Uni-Tübingen

Crossing and building borders: visibility and invisibility in transnational migrations

Thursday, 1 July 2021, 4-6pm

 

Watch recording here:

https://youtu.be/pjvQvOFxQFs

Speakers:

Tânia Tonhati (Universidade de Brasília - Brazil)

Denise Cogo (ESPM, São Paulo, Brazil)

Kassoum Dieme University of Brasilia (UnB)

Fábio Agra (Universidade Federal Fluminense - Brazil) 

Chair: Karin Fusaro (Universidade de Brasília - Brazil)

 

Description:

This roundtable aims to reflect on the migratory dynamics regarding borders as a place of negotiation and resilience. We understand borders beyond the geographical lines that divide and separate the countries. Borders can be created, shifted and deconstructed socially, culturally, geopolitically and, even, become well-known (or invisible) through media narratives. We would like to shed lights on the relationships that occur in the process of crossing borders among South to North and South to South countries. The tensions on the border areas and the conflicts that are engendered there can reveal to us, for which bodies are built walls and surveillance apparatus. Although such tensions are more visible on the borders of the Global North countries, we intend to demonstrate in the debate that the crossings and conflicts also occur on borders between the South countries. On the one hand, the so-called “refugee crisis” in Europe in 2015 and 2016, as well as the United States' anti-immigration policy towards migrants from Latin America, which resulted in the construction of the wall on the border with Mexico, are only a more visible part of a phenomenon that occurs in the borders. On the other hand, there is also an increase in mobility from South to South. In the last decade, for example, Brazil has been a host country for Haitians and Venezuelans, but also for Syrians, Congolese and Senegalese. The majority of those migrants have arrived in the country by the Brazilian North Amazon borders. Finally, we argue there is a need to look at to what extent surveillance and closing of borders has increased due to the Covid-19 pandemic. Thus, the roundtable proposes a discussion that reflects the invisibility of borders and migrations in the global South, while the visibility is concentrated in the global North.

About:

Tânia Tonhati (Brazil) - Adjunct Professor, Department of Sociology, University of Brasília (UnB). Vice-Coordinator of the Sérgio Vieira de Melo Chair at UnB. Co-coordinator of the Sociology Teaching Laboratory Lélia Gonzalez. Researcher at the International Migration Observatory (OBMigra-UnB), instituted through technical cooperation between the University of Brasilia (UnB) and the National Immigration Council (CNIg) and PhD in Sociology from the University of London (Goldsmiths).

Denise Cogo (Brazil) - Full Professor of the Graduate Program (Master and Doctorate) in Communication and Consumer Practices of ESPM, São Paulo, Brazil. Researcher Level 1C of CNPq (National Council of Scientific and Technological Development). Associate Researcher at the Communication Institute at the Autonomous University of Barcelona (InCom-UAB). Coordinator of the Platform of Immigrants ́ Media in São Paulo, developed in partnership with the São Paulo Museum of Immigration (http://midiasdemigrantesdesp.com.br/). Columnist of the Latinoamerica21 journalistic platform (https://latinoamerica21.com/br/)

Kassoum Dieme (Senegal) - PhD student of the Graduate Program in Comparative Studies on the Americas (PPG-ECsA), University of Brasilia (UnB). Member of the Laboratory of Studies on International Migrations (LAEMI/UnB) since 2018. Scholarship holder of the National Council for Scientific and Technological Development (CNPq), Brazil.

Fábio Agra (Brazil) - PhD candidate in the Communications postgraduate programme at the Fluminense Federal University (UFF). He holds a masters in Humanites: Culture, Education and Languages by the Universidade Estadual do Sudoeste da Bahia (UESB) and a bachelor’s in communication/Journalism (UESB). Visiting scholar in the project ‘Future under Construction’ at the University of Tübingen (Germany 2018/2020). Member of TRAVESIA – Centre of Global South Studies and Research (UFF). Fabio researches journalism, narratives, borders migration and asylum.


WHAT THIS TASK INVOLVES - Starting at the line that holds "pixels, height=369 pixels.", copy every line exactly through the end of the data, and no others.
● ● ●
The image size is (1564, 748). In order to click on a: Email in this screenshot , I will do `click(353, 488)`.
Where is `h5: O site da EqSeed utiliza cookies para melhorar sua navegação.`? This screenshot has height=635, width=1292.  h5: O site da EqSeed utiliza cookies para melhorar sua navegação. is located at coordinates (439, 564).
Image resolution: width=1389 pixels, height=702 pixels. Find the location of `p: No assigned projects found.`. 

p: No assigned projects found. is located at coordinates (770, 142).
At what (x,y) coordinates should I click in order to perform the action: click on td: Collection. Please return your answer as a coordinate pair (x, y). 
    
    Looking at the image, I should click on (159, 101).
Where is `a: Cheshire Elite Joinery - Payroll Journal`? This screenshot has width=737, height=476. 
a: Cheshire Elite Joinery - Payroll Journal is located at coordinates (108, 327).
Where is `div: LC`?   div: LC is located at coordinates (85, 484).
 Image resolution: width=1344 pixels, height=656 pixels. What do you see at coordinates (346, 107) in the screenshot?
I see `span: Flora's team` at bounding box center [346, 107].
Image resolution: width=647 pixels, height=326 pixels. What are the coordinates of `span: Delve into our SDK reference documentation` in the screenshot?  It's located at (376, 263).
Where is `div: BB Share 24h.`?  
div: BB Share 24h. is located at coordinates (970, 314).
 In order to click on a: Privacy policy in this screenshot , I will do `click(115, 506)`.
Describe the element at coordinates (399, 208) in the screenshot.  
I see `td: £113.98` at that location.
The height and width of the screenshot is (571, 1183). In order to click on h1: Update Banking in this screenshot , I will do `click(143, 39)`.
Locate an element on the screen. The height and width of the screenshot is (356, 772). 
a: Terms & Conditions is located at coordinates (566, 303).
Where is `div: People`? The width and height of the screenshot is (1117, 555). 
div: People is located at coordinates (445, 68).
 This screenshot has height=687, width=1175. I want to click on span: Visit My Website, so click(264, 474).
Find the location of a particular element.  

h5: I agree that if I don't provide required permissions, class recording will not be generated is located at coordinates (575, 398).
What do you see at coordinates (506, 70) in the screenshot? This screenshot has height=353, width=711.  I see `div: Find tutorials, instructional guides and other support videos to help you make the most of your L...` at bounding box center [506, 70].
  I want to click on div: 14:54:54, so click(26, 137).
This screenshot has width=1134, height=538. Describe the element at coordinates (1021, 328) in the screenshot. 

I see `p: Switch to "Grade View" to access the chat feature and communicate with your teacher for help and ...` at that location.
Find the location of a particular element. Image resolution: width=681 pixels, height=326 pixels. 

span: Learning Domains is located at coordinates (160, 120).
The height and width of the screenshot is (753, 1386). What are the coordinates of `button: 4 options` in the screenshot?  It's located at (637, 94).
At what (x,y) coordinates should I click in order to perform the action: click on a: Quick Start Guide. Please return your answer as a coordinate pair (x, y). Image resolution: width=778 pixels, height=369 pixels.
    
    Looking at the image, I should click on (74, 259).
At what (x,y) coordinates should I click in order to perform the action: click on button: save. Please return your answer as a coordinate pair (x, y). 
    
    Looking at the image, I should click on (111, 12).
● ● ●
RESPONSE TO THE EXERCISE -
At what (x,y) coordinates should I click in order to perform the action: click on a: Quick Start Guide. Please return your answer as a coordinate pair (x, y). Image resolution: width=778 pixels, height=369 pixels.
    
    Looking at the image, I should click on (74, 259).
At what (x,y) coordinates should I click in order to perform the action: click on button: save. Please return your answer as a coordinate pair (x, y). 
    
    Looking at the image, I should click on (111, 12).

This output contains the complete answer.